Sunday Sludge: Ortega - "Crows"


"How can you listen to that screaming and all that noise?" I can't listen to it for you, and explaining to you why I love the music I do would parallel Neil deGrasse Tyson trying to convince Ken Ham of just about anything. There's a catharsis, I guess. There's a tightening and a release, a heave and a purge, even a melody here or there. But without a hook, a lyric you can understand, or a three-minute force-fed package of polished shit, you'll never hold their attention. And that's sad.

You're not gonna find much elation in Ortega's Crows, a one-track taste from the nederlanders' as-yet unnamed album expected later this year. The near-nineteen minute crusher is as close to despondent as you could imagine, but fuck all if it doesn't sound goddamn delicious. Crows offers a couple smoke breaks, but when the swells become storms, make sure your neighbors aren't watching. Continuing in the band's style of "epic ocean doom," the heights, depths, and expanses are explored in the track's rich, blackened turmoil.

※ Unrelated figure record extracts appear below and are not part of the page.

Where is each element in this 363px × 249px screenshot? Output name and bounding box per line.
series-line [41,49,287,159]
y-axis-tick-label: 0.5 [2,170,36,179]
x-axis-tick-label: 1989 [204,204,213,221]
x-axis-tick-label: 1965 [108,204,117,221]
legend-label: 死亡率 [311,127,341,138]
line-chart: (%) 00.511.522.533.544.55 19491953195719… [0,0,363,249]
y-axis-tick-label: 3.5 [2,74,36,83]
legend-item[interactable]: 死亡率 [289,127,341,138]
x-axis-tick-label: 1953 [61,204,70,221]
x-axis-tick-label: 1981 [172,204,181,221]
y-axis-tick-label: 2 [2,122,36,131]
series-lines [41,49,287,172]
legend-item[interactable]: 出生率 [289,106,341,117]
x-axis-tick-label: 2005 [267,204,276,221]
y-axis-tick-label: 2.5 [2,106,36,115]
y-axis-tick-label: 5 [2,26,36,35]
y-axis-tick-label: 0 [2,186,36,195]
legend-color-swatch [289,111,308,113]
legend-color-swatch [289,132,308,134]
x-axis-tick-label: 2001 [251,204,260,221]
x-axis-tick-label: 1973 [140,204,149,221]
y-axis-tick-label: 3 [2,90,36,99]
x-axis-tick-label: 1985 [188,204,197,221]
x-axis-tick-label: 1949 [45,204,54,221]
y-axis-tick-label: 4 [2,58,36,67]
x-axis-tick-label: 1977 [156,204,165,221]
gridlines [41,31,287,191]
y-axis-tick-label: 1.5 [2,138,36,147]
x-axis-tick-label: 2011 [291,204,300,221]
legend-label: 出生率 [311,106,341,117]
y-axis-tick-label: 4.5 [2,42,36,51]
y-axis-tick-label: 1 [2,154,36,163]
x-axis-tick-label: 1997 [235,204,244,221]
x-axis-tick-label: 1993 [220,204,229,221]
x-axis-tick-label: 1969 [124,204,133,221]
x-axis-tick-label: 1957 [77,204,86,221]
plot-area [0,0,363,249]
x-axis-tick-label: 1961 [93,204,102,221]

Density saturates the onset, slowly coaxing us into a mammoth cavern offering little light and even less life. Waves smack, vocals emerge from the darkest depths, and Ortega go heavy on the post metal via majestic licks piercing a darkened sky. Somber reflection marries isolation, somehow spanning the most vast of scopes. Weathered forms start to give and the sounds crack everything they touch. Peppered in are distant plucks, circling and dazing until a viscous push swallows and distends. Listeners won't notice the burning hum, as the stomp of sludge delivers far more devastation.

Spiraling nightmares trump the burning buzz, unlocking trapped memories and tripping a black stutter that tries to tell us there's no redemption, no inward glimpse of hope. Here again, Ortega jump the tracks between violent and tranquil, but Crows offers an existential fade that's more internally combative than their previous efforts. Freedom from death's grips simply isn't on the menu this morning. But some find beauty in death. Some find beauty in darkness. Some will get it.